Everything is coming to a head, now. He doesn't know what Dumbledore's cryptic message means, but he knows enough to realise this will come to an end, one way or the other.

He has another job to do. He has to find Potter, tell him – everything – as long as he can get close enough to talk without the boy trying to curse him. He'd seen hatred in that boy's face, and understood it. He's so preoccupied with this; he hadn't honestly thought that Dumbledore's bizarre prediction would come true, certainly not right now, that he makes a fool's mistake and doesn't notice the Dark Lord's fixation on him until he mentions the Elder Wand and he suddenly pays rapt attention.

He's distracted from his study of Nagini, and stares into red eyes.

Now that he's looking, the Dark Lord's face is radiating danger.

This is it. He doesn't have time for this, he needs to find Potter –

The Dark Lord is saying, "…The Elder Wand belongs to the wizard who killed its last owner. You killed Albus Dumbledore. While you live, Severus, the Elder Wand cannot be truly mine."

The implication isn't lost on him. Dread coils in Snape's stomach. It isn't self-preservation; it's that he hasn't completed his last task yet, the one thing that can really lead to an end of this war...

"My Lord!" he says again, because there are no words that can save him.
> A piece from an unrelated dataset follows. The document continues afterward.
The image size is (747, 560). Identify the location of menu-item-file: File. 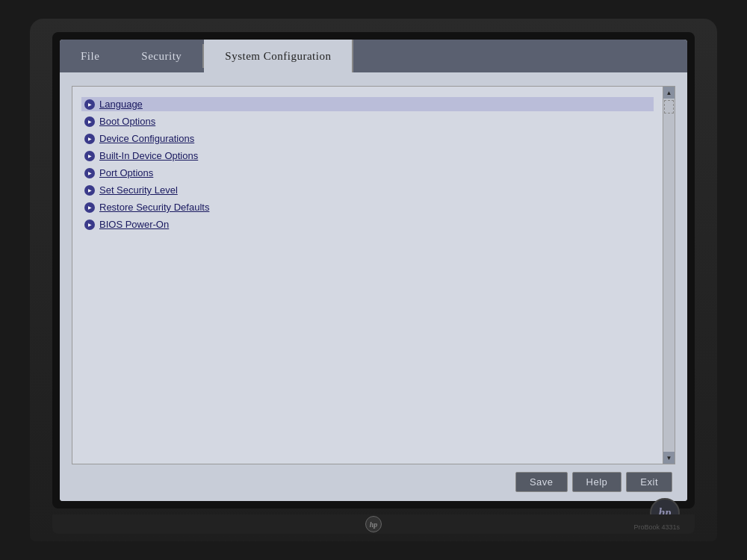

The Dark Lord doesn't have mercy, even for his own servants.

"It cannot be any other way. I must master the wand, Severus. Master the wand, and I master Potter at last."

For the first time in seventeen years, he's truly afraid. For himself, for the world, for the plan that's going awry right this minute… now his role is to roll over and die, die a traitor and a killer and with a secret on his lips that he has to pass on… The same role Potter has to play and doesn't know about yet, and for the first time he feels a stirring of sympathy but it's a bit late…

He hears a hiss, and doesn't need to understand it to know what's going to happen. Then Nagini lunges at him and all he feels is pain and the Dark Lord turns his back and is leaving without so much as a backwards glance and this is it he's failed they've failed and suddenly a face materialises in front of him and his eyes widen and –

He breathes, and sanity returns for a fleeting moment.

He's staring at green eyes in a too familiar face. He looks shell-shocked and not one trace of hate remains in his face, the sentimental fool (if it wasn't Snape, this could get him killed). But here… this is perfect, he grabs hold of Potter as if it will anchor him to life for a little longer, and he forces some thoughts to the front of his mind, and beyond…

"Take it," he croaks. "Take it."

For a moment, he thinks the boy doesn't understand, but for once Granger steps up and does something useful.

It isn't the way Snape planned it, but they don't have time to talk. This is the only option.

"Look at me," he whispers. (Look at what I have done, what you have done. Let me see…) Potter doesn't protest. With the boy's look of reluctant sympathy, he stares into those eyes in a face that, finally, reminds him of Lily for one last time.